I went, earlier in the week, to get a glimpse of the new Zoffany exhibition at Royal Academy: Johan Zofanny RA: Society Observed. I 've always liked his stuff without knowing very much about him. But the big draw on this occasion was the chance to get a close look at his painting of the "Tribuna of the Uffizi" (1772-1777) -- detail above -- picturing the famous gallery in Florence, packed full of antique aculpture and modern painting. I'd written about this years ago (in particular about the group of men leering at the flesh of the Venus de Medici), but I'd never actually seen the original.
As always there were some surprises in store. It wasn't as big as I had imagined it, but much more detailed, full of jokes, stories and cheeky collocations.
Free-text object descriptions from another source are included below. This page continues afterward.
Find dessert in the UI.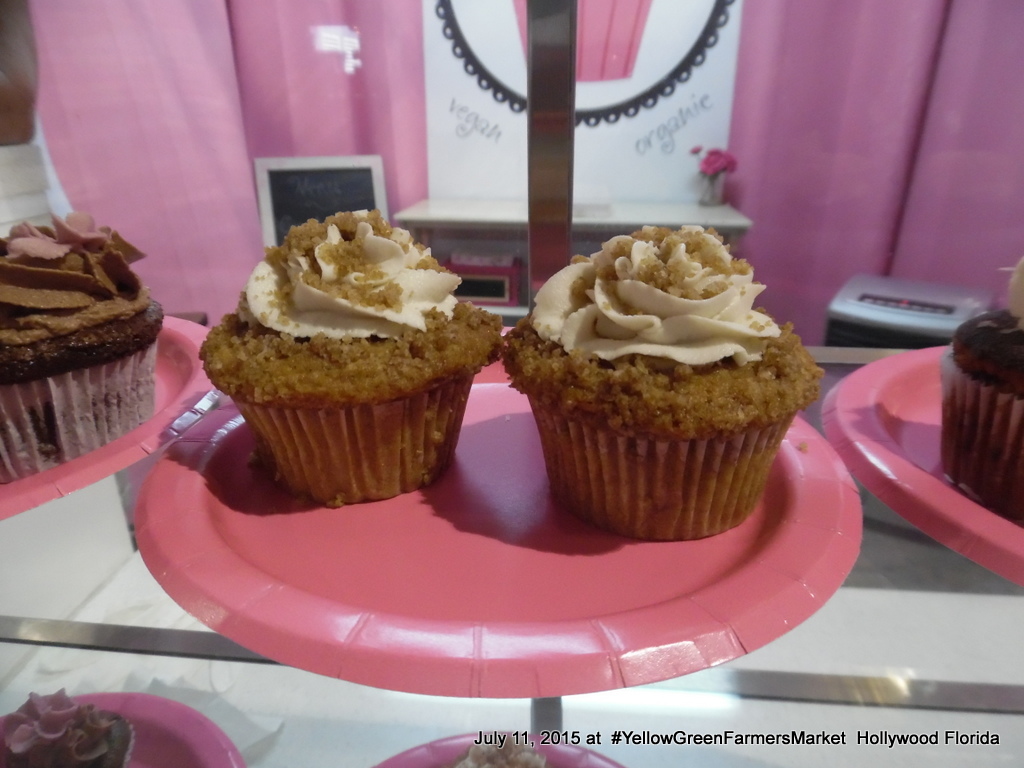
UI element at <region>933, 252, 1023, 511</region>.
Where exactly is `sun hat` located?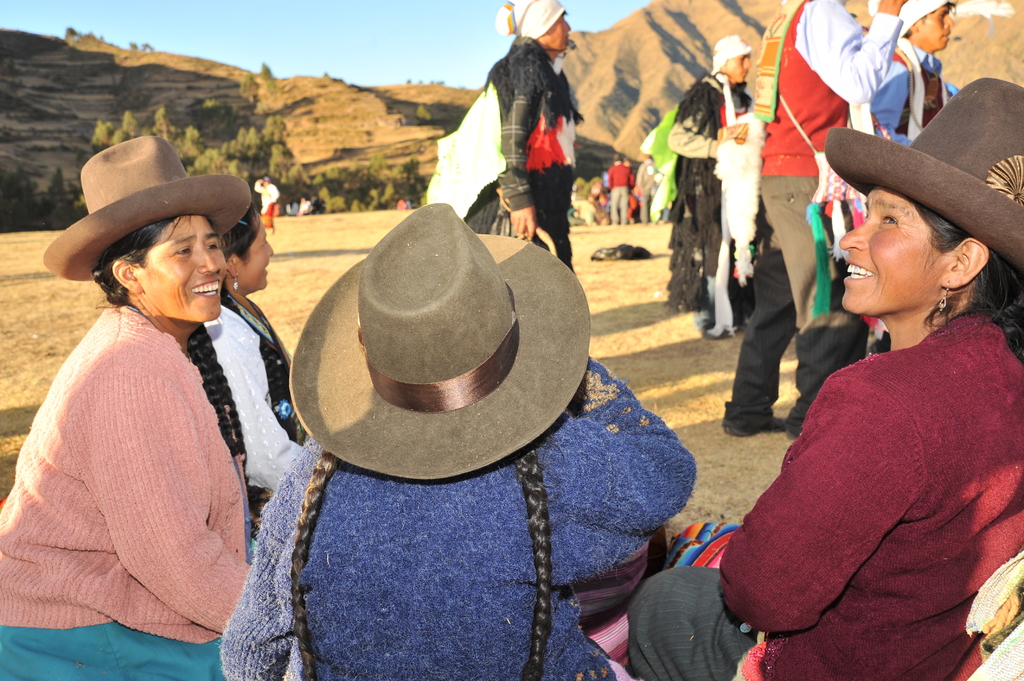
Its bounding box is 289/196/596/487.
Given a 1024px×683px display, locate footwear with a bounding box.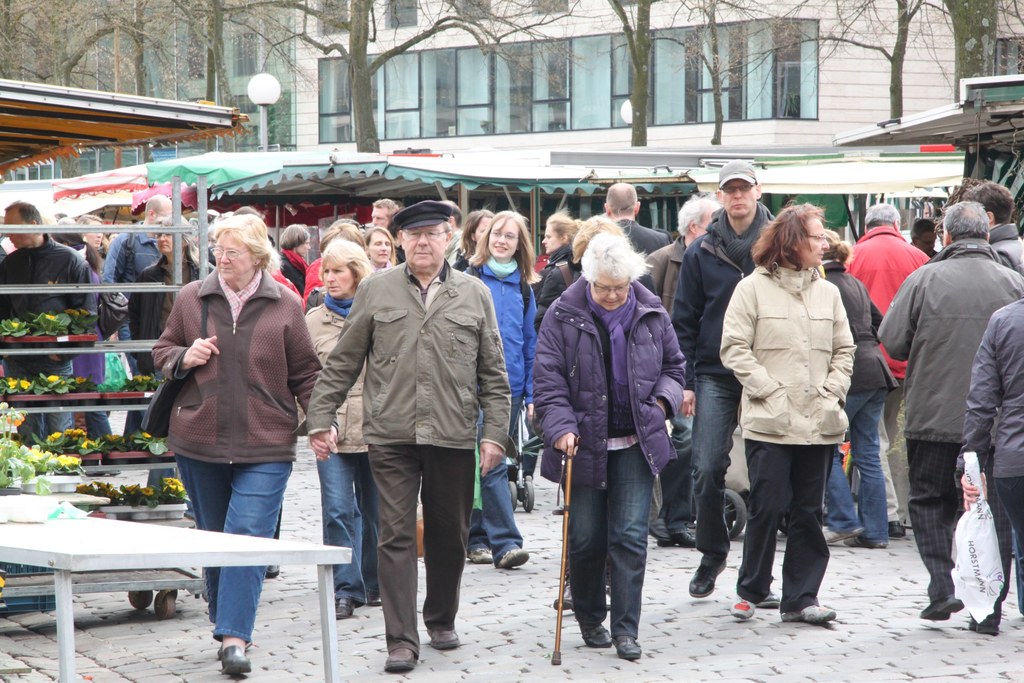
Located: box(781, 603, 835, 624).
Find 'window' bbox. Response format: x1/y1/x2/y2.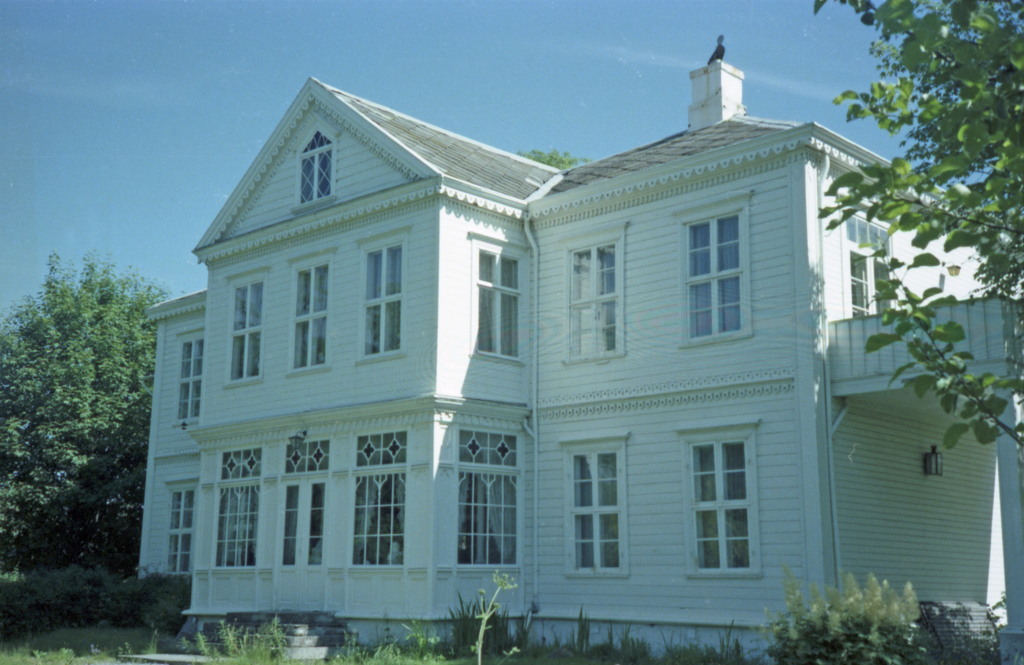
676/185/751/356.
And Titian's "Venus of Urbino" was a lot more prominent in the original than it ever seemed in the reproductions -- and much more obviously in dialogue with the Venus de Medici statue. The same was true of the Uffizi Wrestlers just behind, and the characters admiring it. The guy with his hand on the edge of the Titian, and pointing back to the Wrestlers, was apparently an instantly recognisable Thomas Patch, who had been banished from Rome for homosexuality. Originally -- according to the catalogue -- Zoffany had painted a black 'patch' onto the bum of one of the Wrestler's, just to make the point.
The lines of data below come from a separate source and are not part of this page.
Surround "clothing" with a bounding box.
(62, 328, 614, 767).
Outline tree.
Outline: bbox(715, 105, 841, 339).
Anyway we then explored some of the paintings we didn't know. One (from the Gallery at Parma) was a curious self-portrait of Zoffany apparently putting on a friar's outfit, actually getting ready to go out to party in fancy dress. And he's looking forward to a good time, for on the wall were hanging up, the label said, two condoms.
"But" asked the husband, "why do they say "two"? There's three of them hanging up -- a pair, and one a bit further to the right."
And that's certainly what it looked like. In fact it looked as if the condom on the right was neatly hanging over yet another version of the Venus of Urbino...just to rub in what the painting was all about. We didn't linger long, but decided to check it out when we got home.
That's where the story took a curious turn. Every single image I could get of this painting, including the one in the catalogue (above), crops off a good few centimetres on the right hand side, so you can't actually see what's going on there, and whether there's a third condom or not. In fact, in a major article on Zoffany self portraits (in the Art Bulletin 1987), William Pressly explains that even he hasn't seen the original painting and has only had access to a photo slightly cropped on the right. On the basis of that, he concludes that Zoffany had painted a strange tear in his image of the Venus of Urbino -- a significantly condom-shape tear (and that's the line repeated in the new catalogue).
So did we just misread the 'tear'? Or did we see exactly what we thought we did, ie condom number three? And, if so, then the necessary gloomy conclusion is that none of those writing about this picture, even the exhibition caption writer, has actually looked at more than a cropped photo of it. (OK a bit like me and the "Tribuna", fair cop . . .but, all the same . . . )
If anyone knows the painting (even more curious than I have indicated, as it's on the back of a "Flight into Egypt" -- just how weird?) can you enlighten on the condom question? Or if you go to the show, will you check it out?